Not "switch to the GPL or else I'll call out the lawyers", but "if no GPL *then* stop using readline". The option to stop using the GPLed code was explicitly mentioned at the beginning. As the clisp author mentions, readline was not essential to his app, he *could* have easily ripped it out if he wanted to; clisp in no way depended on it.
The clisp author didn't even admit RMS was right; he essentially said, "whatever, it's easier this way," and GPL'd clisp.
Oh really?
RMS: I hate to have to play this role with a fellow hacker, but...
BH: I'm sorry too, as I am very indebted to the GNU project.
RMS: If you can get away with this then any company can get away with it.
...
Is that what you want?BH: No, of course!
RMS: If you do succeed in circumventing the GPL for readline, you would be blazing a path for every commercial company that wants to do it. Would you really like that result? Wouldn't it be best to eliminate this dispute by using the GPL for Common Lisp?
BH: Would be best for me, true.
RMS: Totally aside from readline, the Lisp system would be more useful that way.
BH: This and the following are convincing me:
* Up to 1991 the decision whether using GPL or not, was simply a matter of philosophy or copyright policy. The success of Linux, however, demonstrates how a speed and quality of development was achieved which would have been impossible without access for everyone to the source of everything.
* Finding co-developers for other Lisp packages or testers for other hardware/OS platforms might be easier if I release full source.
So be prepared to seeing CLISP's source before Christmas.

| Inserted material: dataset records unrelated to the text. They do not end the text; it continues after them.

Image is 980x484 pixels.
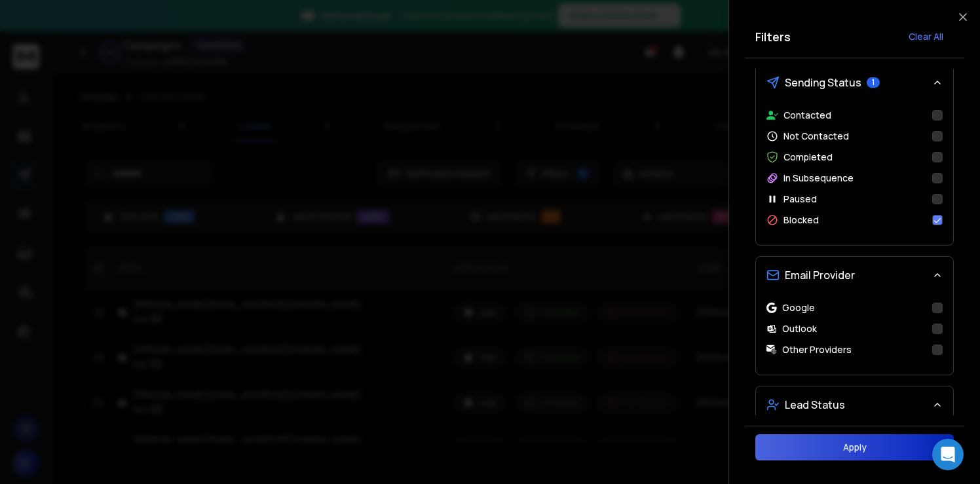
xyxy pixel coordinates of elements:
[783,130,849,143] p: Not Contacted
[898,23,954,50] button: Clear All
[784,267,855,283] span: Email Provider
[783,172,854,185] p: In Subsequence
[783,193,817,205] p: Paused
[756,294,953,375] div: Email Provider
[782,343,852,357] p: Other Providers
[783,214,819,227] p: Blocked
[756,257,953,294] button: Email Provider
[932,440,964,471] div: Open Intercom Messenger
[784,75,861,91] span: Sending Status
[756,387,953,423] button: Lead Status
[782,322,817,336] p: Outlook
[783,109,832,121] p: Contacted
[784,397,845,413] span: Lead Status
[783,150,833,164] p: Completed
[866,77,880,88] span: 1
[756,101,953,245] div: Sending Status1
[782,302,815,314] p: Google
[756,65,953,101] button: Sending Status1
[755,28,791,46] h2: Filters
[755,435,954,461] button: Apply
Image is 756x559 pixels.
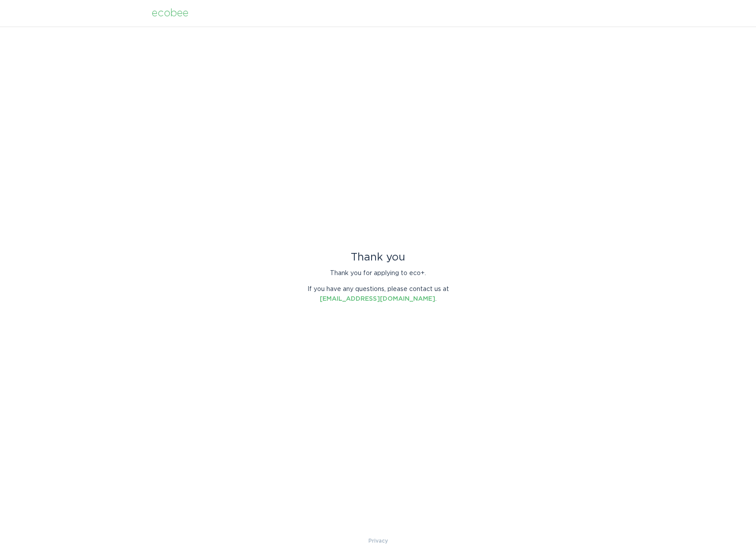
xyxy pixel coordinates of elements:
[152,8,189,18] div: ecobee
[369,536,388,546] a: Privacy Policy & Terms of Use
[301,253,456,262] div: Thank you
[320,296,436,302] a: [EMAIL_ADDRESS][DOMAIN_NAME]
[301,285,456,304] p: If you have any questions, please contact us at .
[301,269,456,278] p: Thank you for applying to eco+.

I've snipped out the technical argument over the linking. (Can anyone blame BH for misunderstanding or disagreeing with that? Hell, just look at all the heat in this thread!) Otherwise your description of Bruno's response does not at all match up to what he actually said, methinks. Bruno didn't "give up" in the end, in the end, he *voluntarily* agreed with RMS for several reasons, even if he still didn't agree with, or understand, the FSF's linking argument.
A hint for you, Mr. piojo: If you're going to try your hand at revising history, you'd better make damn sure that the *unrevised* history still isn't out there on the web for all to see...
-
Re:Step 1: see GPL
if there aren't alternative components that can be swapped out with a GPL'd one, that's linking
That is a nonsensical definition - if a component has a well-defined API and is loaded dynamically, then clearly it is substitutable, even if no substitution exists at any given moment in practice. After all, the end user can always write one.

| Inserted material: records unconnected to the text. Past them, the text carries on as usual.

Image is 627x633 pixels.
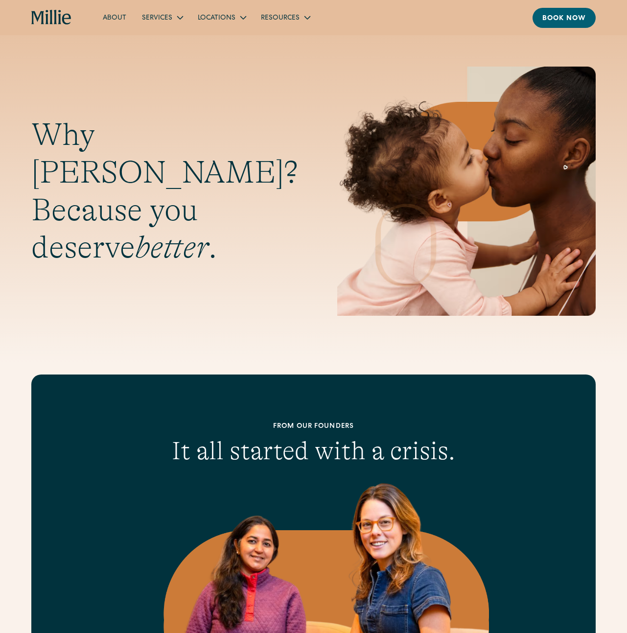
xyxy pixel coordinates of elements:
[190,9,253,25] div: Locations
[31,10,71,25] a: home
[261,13,300,24] div: Resources
[198,13,236,24] div: Locations
[94,436,533,466] h2: It all started with a crisis.
[533,8,596,28] a: Book now
[134,9,190,25] div: Services
[94,422,533,432] div: From our founders
[253,9,317,25] div: Resources
[135,230,209,265] em: better
[142,13,172,24] div: Services
[337,67,596,316] img: Mother and baby sharing a kiss, highlighting the emotional bond and nurturing care at the heart o...
[543,14,586,24] div: Book now
[31,116,298,266] h1: Why [PERSON_NAME]? Because you deserve .
[95,9,134,25] a: About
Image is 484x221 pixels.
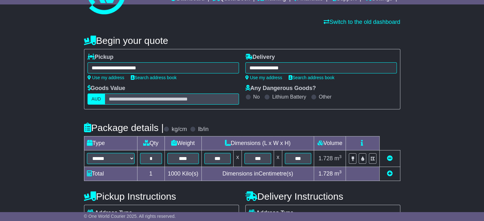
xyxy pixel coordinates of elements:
[87,75,124,80] a: Use my address
[245,191,400,202] h4: Delivery Instructions
[314,136,346,150] td: Volume
[198,126,208,133] label: lb/in
[87,210,132,217] label: Address Type
[274,150,282,167] td: x
[334,155,342,162] span: m
[245,75,282,80] a: Use my address
[168,170,180,177] span: 1000
[137,136,164,150] td: Qty
[84,167,137,181] td: Total
[334,170,342,177] span: m
[87,85,125,92] label: Goods Value
[87,54,114,61] label: Pickup
[84,191,239,202] h4: Pickup Instructions
[323,19,400,25] a: Switch to the old dashboard
[131,75,177,80] a: Search address book
[84,35,400,46] h4: Begin your quote
[245,54,275,61] label: Delivery
[318,170,333,177] span: 1.728
[201,167,314,181] td: Dimensions in Centimetre(s)
[387,170,392,177] a: Add new item
[288,75,334,80] a: Search address book
[272,94,306,100] label: Lithium Battery
[245,85,316,92] label: Any Dangerous Goods?
[233,150,242,167] td: x
[339,154,342,159] sup: 3
[137,167,164,181] td: 1
[87,93,105,105] label: AUD
[84,136,137,150] td: Type
[249,210,294,217] label: Address Type
[171,126,187,133] label: kg/cm
[339,170,342,174] sup: 3
[84,214,176,219] span: © One World Courier 2025. All rights reserved.
[201,136,314,150] td: Dimensions (L x W x H)
[318,155,333,162] span: 1.728
[387,155,392,162] a: Remove this item
[253,94,260,100] label: No
[164,136,201,150] td: Weight
[164,167,201,181] td: Kilo(s)
[319,94,331,100] label: Other
[84,122,164,133] h4: Package details |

At the other extreme, in these days of monkey-patching, binary-patching, part-compiled intermediate code, any component of any software is practically swappable at any time. What matters surely is *shipping* a particular software component with your product, and that component being essential and practically irreplaceable to the whole. The shades of gray as to what's "irreplaceable" can only form legal arguments; but a purely technical definition of linking no longer suits the GPLv2.
-
Re:Step 1: see GPL
if there aren't alternative components that can be swapped out with a GPL'd one, that's linking
That is a nonsensical definition - if a component has a well-defined API and is loaded dynamically, then clearly it is substitutable, even if no substitution exists at any given moment in practice. After all, the end user can always write one. Any alternative would effectively mean allowing to copyright APIs, and I'm sure any sane Slashdotter can understand what a mess that can become.
The "if you use an API of a GPL'd library, your code is GPL'd" argument was actually tried by RMS himself in the past in the case of CLISP. While CLISP ended switching to GPL, it wasn't because its author was convinced that he was legally wrong in "circumventing" the GPL, but because he conceded that using GPL would be in the best interests of everyone involved regardless of legal issues.